Tuesday, March 27, 2007

Albee

Edward Albee


Who's Afraid of Virginia Woolf?, "The Zoo Story"

Some links:

Interview
Whistling in the Dark (Interview).
Longhouse(clips)

Albee's fun. "Zoo Story" is probably a half-hour read, in case anyone is pressed for time finishing these readings. His best work lances assumptions around family. My own favorites are "The American Dream," which I'd match against Brecht, and the recent Sylvia, or The Goat. But "Zoo Story" is a nice, tight little piece that manages to get most of the sturm und drang of confessional literature without much of the sop.

Burton and Taylor starred in a high-end production of Woolf in the 70's. Albee got public attention, but disliked the production and performances intensely.

I heard Albee speak at Chapman a few years back. A colleague asked him something broadly like "How far ahead do you know what you will write when you write?" I took no notes that day, but my memory of his response goes something like this:

"When I write? Do you mean a letter? A play? I'm tempted to say 'Not at all.'

"It really depends on what you mean. I know my characters before I start. I have spent some time with them; I have some idea what each has experienced, so I can predict how each might react in a given situation the way you might know how one of your friends might react in a new situation even though you don't know just what that person will say. And I have some idea what events I will make them confront; there's an idea, a basic crisis or conflict for the play. But if you're asking how far ahead I know just what someone will say, what words a character will use, I should say -- oh, I know maybe four or five words ahead of where I write."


In the entries below, find every line with "Netherlands" and copy it.

(Entries from a visual dataset)
########

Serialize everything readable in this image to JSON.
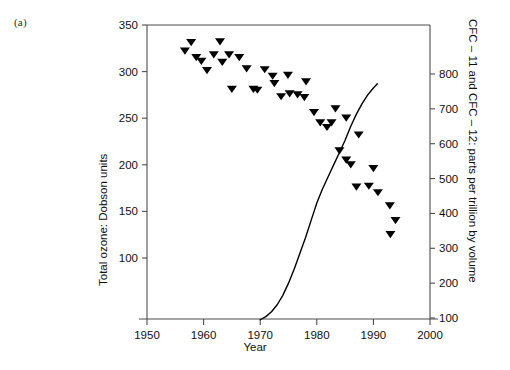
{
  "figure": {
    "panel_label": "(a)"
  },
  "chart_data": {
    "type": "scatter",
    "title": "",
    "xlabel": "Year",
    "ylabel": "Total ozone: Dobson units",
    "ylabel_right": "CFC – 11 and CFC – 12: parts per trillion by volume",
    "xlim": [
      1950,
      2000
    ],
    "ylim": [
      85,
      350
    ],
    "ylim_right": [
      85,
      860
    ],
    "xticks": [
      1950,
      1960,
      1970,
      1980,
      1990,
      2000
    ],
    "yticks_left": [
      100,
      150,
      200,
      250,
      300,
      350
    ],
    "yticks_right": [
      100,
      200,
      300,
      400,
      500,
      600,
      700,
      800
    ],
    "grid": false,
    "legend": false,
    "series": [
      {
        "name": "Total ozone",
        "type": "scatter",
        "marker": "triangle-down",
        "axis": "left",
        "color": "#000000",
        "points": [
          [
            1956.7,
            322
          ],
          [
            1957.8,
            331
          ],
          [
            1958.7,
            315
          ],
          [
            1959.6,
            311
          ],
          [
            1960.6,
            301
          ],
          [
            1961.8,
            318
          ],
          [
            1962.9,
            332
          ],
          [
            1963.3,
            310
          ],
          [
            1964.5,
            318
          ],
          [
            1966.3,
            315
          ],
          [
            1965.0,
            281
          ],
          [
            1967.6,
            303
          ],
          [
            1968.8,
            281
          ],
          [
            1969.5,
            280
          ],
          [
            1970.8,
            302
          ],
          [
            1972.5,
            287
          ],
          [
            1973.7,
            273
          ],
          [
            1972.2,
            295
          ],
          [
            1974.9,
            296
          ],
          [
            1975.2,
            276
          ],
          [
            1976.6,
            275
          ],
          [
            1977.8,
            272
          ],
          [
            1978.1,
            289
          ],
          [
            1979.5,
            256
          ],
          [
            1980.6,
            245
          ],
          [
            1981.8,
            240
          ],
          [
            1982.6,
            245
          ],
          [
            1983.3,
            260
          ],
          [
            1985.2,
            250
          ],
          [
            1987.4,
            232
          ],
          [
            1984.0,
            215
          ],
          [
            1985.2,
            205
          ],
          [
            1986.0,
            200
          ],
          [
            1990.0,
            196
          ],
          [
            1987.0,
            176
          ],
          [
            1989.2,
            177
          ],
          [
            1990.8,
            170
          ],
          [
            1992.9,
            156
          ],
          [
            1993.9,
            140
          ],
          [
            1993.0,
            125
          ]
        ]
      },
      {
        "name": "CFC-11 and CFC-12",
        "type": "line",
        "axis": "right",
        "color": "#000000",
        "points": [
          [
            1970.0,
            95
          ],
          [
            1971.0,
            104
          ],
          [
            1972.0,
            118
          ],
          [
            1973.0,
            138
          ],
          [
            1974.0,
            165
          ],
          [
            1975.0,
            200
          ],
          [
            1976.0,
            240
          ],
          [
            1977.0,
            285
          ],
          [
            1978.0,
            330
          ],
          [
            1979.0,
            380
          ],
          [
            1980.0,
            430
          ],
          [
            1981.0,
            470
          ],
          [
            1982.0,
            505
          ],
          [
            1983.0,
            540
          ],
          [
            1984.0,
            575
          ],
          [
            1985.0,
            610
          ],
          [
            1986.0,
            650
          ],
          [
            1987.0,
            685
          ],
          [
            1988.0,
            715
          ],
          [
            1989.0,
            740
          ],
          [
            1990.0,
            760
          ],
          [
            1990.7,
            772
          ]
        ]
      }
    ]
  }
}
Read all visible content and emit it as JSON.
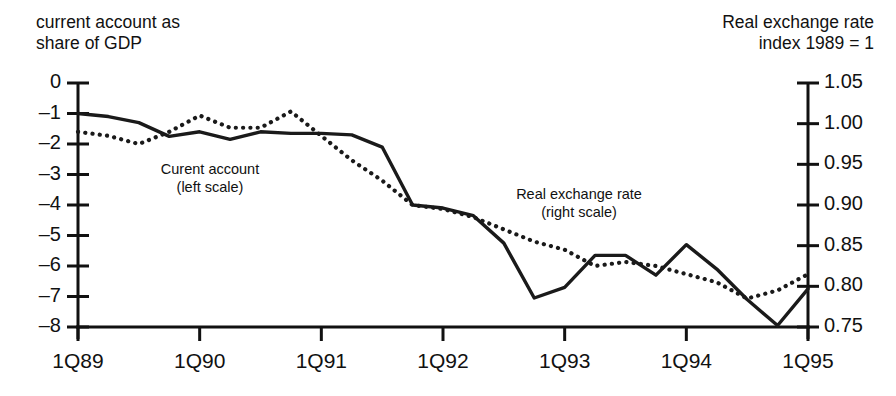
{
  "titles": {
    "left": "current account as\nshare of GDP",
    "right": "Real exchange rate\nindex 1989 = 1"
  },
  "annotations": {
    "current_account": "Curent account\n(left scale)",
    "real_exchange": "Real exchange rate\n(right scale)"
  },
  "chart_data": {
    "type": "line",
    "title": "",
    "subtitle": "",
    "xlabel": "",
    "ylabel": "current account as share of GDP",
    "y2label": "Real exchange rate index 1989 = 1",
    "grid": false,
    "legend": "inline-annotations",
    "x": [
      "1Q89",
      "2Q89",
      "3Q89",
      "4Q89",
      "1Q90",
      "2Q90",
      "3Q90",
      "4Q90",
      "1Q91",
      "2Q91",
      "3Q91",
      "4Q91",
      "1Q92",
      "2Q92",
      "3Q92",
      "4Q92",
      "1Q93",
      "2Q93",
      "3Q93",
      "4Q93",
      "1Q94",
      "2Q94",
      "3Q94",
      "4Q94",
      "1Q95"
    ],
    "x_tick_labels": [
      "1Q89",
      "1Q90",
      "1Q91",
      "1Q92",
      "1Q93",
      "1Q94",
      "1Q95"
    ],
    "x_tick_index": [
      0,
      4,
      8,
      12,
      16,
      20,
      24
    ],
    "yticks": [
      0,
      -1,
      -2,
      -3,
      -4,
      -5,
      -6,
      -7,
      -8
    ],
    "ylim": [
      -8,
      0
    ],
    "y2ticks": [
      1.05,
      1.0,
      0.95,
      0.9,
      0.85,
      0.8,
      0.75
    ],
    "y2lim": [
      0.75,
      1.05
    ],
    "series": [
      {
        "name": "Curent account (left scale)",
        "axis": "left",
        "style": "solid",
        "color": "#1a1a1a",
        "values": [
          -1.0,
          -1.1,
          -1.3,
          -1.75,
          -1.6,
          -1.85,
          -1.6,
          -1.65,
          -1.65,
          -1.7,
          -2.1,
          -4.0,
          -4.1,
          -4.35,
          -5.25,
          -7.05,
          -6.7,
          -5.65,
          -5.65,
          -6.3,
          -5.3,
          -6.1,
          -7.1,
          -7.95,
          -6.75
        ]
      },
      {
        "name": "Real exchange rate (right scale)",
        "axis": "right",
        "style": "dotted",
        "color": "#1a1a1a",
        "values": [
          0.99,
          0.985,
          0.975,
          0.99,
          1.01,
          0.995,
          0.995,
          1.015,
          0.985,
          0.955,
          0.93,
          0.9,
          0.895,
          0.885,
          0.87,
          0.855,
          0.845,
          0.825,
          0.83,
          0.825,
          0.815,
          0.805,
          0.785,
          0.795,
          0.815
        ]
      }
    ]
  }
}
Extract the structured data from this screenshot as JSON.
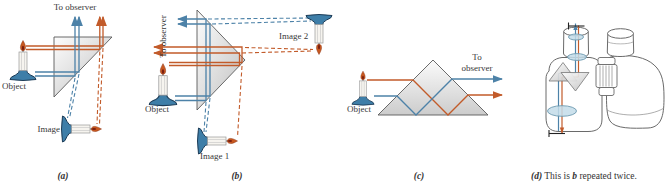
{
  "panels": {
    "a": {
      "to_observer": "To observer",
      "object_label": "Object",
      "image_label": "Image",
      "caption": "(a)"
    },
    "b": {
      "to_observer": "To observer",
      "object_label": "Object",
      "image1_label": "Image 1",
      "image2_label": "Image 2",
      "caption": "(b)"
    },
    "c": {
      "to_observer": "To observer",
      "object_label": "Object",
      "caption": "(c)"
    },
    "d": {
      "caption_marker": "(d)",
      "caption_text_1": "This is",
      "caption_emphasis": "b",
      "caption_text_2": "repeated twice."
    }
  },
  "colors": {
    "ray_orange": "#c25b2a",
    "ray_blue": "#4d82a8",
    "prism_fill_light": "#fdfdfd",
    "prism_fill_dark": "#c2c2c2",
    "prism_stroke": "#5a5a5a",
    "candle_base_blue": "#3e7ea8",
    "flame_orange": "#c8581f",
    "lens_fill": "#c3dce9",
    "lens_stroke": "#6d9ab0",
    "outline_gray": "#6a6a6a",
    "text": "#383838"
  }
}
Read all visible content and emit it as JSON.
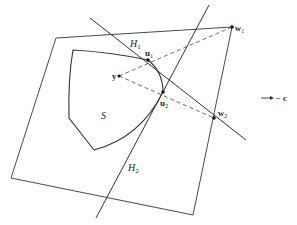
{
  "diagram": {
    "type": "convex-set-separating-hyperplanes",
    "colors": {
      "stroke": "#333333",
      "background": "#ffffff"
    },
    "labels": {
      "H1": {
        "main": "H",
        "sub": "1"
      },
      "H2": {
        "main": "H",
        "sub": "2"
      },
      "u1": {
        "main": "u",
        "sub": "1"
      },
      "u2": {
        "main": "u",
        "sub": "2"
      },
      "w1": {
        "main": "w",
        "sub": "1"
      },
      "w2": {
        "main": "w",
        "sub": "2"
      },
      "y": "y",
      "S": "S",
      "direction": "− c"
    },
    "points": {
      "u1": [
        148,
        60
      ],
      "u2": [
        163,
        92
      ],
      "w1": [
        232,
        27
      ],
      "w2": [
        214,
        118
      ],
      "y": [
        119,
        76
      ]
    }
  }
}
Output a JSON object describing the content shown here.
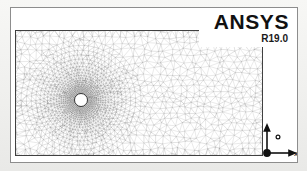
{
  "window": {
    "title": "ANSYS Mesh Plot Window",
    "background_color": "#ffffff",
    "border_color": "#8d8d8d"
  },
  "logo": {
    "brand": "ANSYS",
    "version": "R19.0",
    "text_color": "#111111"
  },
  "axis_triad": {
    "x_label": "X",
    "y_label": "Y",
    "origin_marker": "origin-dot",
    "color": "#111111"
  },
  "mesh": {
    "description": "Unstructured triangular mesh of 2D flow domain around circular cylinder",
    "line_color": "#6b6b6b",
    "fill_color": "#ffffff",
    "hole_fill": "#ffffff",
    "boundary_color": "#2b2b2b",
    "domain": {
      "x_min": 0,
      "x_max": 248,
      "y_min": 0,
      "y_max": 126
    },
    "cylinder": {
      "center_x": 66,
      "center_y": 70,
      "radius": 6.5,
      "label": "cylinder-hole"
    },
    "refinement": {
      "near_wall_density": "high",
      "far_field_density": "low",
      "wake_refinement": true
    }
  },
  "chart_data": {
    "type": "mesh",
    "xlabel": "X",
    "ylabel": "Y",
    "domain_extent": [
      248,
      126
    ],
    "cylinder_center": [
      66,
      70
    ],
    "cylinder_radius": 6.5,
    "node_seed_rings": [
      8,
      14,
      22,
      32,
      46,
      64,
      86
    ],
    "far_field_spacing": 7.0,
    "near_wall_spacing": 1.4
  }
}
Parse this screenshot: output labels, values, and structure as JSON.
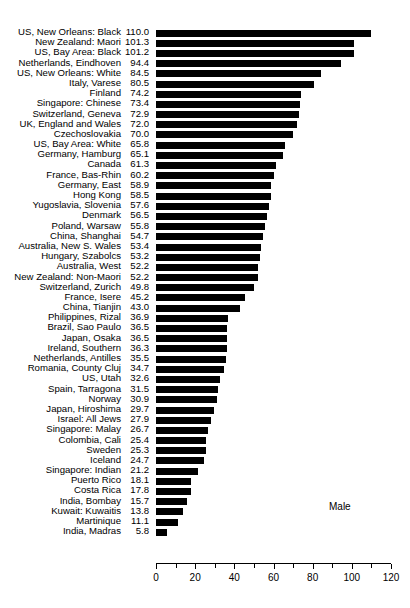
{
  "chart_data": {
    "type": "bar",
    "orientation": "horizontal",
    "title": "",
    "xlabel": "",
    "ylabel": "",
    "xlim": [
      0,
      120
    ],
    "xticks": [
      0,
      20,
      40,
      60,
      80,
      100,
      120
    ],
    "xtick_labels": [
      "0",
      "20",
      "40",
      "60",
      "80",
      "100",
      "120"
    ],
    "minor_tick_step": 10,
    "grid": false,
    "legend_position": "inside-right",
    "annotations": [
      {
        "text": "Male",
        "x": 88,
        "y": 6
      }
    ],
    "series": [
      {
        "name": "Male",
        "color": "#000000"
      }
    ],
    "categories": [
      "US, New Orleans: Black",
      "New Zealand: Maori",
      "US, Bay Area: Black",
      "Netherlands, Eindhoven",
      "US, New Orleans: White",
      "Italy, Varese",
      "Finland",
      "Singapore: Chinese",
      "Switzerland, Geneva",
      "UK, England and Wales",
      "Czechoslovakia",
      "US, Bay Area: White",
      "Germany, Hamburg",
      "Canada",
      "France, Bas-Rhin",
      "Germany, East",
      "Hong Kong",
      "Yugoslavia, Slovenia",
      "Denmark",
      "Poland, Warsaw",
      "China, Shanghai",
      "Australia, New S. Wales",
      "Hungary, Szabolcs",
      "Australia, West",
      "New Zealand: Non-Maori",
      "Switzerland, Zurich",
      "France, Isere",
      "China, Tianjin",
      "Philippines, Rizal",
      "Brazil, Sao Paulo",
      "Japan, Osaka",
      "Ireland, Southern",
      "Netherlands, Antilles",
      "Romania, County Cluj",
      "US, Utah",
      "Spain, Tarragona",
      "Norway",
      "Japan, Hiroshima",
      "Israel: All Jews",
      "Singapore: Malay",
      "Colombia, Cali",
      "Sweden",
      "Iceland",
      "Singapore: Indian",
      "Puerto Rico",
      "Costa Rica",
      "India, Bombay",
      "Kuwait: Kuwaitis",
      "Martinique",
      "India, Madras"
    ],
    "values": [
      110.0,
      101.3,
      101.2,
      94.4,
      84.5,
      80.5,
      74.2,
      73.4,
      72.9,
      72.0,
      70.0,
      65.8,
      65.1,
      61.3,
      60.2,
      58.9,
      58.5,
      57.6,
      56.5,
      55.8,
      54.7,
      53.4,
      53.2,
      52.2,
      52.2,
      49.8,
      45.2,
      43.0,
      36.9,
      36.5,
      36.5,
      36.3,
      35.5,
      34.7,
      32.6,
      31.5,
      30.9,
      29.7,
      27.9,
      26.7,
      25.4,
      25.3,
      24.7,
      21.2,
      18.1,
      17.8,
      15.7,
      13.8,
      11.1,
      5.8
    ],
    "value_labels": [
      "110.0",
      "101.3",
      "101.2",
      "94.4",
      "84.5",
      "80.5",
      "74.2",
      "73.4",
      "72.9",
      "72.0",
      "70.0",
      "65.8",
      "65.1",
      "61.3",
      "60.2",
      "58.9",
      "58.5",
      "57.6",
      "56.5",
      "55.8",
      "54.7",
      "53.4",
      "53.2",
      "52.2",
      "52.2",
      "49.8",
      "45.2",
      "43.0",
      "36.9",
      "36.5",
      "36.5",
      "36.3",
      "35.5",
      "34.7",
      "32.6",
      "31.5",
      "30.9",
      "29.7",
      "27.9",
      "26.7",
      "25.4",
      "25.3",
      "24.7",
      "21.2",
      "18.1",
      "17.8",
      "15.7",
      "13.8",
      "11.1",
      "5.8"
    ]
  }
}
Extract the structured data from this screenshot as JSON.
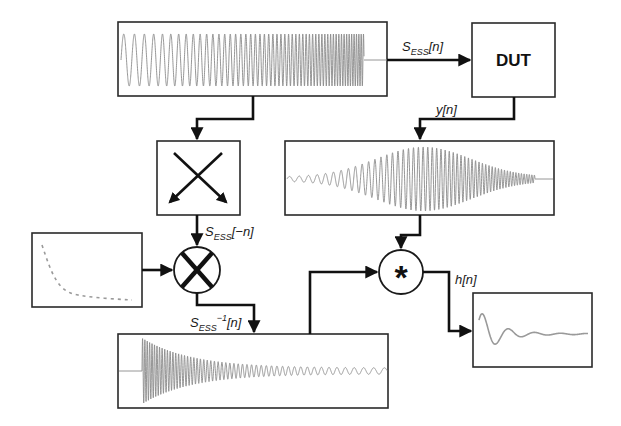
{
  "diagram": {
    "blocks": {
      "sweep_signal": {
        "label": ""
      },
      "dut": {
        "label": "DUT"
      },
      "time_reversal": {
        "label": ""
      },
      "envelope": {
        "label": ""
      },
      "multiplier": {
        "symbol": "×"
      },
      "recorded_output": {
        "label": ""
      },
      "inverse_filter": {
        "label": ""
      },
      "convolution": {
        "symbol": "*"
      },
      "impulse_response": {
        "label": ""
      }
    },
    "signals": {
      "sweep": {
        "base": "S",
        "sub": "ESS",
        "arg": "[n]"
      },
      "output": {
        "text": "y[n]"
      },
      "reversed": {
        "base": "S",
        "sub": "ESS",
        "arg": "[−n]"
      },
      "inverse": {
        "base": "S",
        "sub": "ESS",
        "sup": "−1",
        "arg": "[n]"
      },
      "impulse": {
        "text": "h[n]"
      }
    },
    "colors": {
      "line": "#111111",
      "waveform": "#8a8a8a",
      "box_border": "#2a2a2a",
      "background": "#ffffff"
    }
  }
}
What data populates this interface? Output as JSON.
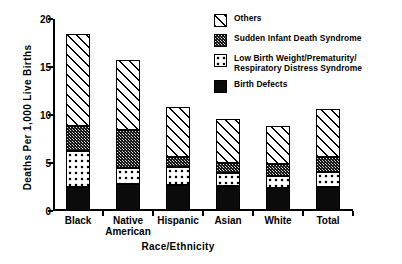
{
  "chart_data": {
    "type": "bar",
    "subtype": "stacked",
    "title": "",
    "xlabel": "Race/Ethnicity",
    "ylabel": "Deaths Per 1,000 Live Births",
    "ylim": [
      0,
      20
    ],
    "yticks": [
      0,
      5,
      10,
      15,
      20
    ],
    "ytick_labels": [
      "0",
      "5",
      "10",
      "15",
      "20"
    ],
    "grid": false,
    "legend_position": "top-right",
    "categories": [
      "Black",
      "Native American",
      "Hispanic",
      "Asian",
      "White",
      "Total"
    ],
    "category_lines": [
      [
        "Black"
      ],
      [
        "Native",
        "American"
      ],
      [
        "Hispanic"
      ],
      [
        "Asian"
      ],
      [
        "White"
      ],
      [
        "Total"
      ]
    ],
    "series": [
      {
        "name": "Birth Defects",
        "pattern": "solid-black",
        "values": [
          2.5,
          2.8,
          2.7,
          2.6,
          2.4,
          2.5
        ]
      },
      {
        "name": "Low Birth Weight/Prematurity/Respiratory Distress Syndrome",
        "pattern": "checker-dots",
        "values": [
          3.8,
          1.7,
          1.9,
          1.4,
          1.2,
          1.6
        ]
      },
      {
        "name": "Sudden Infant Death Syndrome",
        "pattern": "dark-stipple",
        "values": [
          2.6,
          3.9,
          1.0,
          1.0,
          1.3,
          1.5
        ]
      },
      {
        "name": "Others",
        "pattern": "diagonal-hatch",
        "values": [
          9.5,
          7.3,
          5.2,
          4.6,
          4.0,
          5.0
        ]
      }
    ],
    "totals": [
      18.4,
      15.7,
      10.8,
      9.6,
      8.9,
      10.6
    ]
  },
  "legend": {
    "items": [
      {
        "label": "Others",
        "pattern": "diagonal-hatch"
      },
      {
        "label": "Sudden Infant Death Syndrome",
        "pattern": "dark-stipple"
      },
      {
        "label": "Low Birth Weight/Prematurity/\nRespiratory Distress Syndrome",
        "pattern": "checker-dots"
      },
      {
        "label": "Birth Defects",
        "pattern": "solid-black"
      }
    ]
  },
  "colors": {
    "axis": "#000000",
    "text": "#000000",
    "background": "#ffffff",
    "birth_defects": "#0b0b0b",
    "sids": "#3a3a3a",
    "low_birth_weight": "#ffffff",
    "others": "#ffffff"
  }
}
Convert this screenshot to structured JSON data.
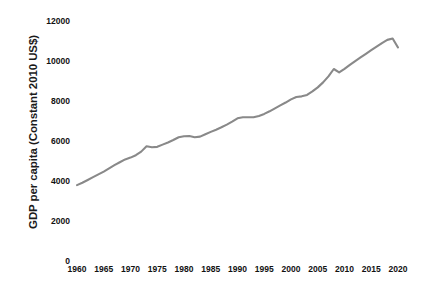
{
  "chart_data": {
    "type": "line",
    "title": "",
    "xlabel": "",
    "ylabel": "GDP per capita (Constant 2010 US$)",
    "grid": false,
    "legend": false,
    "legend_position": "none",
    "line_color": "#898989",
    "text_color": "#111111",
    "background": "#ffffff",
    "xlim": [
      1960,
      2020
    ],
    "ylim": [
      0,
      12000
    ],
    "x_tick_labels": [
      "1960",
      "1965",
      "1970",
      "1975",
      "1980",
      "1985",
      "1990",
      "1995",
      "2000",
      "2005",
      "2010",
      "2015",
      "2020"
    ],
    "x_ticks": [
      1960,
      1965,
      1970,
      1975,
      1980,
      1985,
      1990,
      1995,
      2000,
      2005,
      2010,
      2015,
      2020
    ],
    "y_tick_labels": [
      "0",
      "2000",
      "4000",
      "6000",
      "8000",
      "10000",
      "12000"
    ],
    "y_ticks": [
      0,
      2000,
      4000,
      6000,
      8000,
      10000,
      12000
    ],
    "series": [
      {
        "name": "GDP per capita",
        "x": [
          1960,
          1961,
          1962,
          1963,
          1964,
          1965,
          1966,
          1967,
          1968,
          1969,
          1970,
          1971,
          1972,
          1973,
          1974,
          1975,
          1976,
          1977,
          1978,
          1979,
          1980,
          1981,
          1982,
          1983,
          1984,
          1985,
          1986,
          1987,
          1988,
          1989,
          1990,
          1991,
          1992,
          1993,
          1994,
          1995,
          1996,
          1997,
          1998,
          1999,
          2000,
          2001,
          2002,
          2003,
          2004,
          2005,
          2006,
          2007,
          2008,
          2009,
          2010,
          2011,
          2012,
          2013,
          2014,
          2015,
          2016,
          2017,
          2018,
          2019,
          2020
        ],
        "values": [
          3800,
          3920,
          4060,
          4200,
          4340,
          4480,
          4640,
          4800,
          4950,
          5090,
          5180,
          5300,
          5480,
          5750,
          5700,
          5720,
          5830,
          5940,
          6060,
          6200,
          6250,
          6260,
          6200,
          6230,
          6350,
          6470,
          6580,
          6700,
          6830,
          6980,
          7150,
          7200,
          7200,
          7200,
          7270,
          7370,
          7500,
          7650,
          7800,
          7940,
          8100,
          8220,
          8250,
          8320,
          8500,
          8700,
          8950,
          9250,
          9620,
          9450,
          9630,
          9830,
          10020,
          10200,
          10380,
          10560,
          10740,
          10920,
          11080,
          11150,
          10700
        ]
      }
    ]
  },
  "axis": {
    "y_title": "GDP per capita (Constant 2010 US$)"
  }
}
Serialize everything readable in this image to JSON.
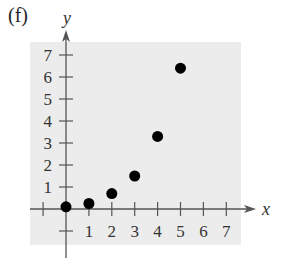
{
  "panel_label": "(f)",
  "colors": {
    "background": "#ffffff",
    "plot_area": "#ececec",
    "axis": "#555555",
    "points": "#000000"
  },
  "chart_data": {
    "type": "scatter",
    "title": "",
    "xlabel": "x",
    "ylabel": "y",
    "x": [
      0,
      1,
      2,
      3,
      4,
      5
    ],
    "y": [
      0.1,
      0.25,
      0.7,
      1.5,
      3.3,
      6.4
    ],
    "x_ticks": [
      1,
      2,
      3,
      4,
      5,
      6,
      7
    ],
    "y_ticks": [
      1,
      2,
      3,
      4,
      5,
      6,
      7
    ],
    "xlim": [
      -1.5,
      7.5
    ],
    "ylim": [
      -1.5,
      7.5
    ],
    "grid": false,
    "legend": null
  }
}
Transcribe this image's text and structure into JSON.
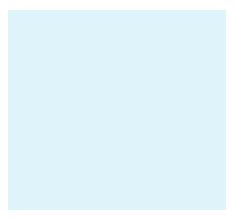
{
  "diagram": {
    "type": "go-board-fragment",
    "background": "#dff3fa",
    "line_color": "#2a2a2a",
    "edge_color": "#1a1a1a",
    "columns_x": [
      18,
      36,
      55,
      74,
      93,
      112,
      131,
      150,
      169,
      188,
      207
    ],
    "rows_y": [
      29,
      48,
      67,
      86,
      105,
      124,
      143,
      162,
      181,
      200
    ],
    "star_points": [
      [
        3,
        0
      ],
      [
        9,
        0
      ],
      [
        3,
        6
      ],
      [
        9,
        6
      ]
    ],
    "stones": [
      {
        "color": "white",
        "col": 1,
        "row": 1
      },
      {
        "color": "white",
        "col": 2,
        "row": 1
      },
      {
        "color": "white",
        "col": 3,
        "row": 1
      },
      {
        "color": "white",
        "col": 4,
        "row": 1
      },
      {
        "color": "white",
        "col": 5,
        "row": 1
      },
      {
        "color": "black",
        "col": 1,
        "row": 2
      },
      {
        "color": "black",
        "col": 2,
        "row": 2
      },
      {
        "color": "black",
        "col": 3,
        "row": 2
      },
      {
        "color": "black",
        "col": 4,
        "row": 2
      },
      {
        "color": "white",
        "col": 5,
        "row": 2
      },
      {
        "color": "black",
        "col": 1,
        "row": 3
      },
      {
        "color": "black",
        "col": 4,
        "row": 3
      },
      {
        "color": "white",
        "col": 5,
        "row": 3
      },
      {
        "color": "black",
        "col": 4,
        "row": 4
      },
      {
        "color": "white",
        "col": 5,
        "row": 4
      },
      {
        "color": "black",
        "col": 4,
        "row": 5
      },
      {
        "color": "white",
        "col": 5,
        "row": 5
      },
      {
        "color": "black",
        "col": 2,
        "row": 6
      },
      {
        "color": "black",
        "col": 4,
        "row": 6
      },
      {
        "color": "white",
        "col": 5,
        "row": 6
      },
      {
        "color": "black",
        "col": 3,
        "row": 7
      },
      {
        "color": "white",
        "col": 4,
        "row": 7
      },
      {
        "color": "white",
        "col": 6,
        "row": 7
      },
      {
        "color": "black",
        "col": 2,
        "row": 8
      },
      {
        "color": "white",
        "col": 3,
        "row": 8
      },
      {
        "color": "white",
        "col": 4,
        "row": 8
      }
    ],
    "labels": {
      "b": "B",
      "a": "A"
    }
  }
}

########

» **Solved problem**:
      "Netherlands, Eindhoven",
      "Netherlands, Antilles",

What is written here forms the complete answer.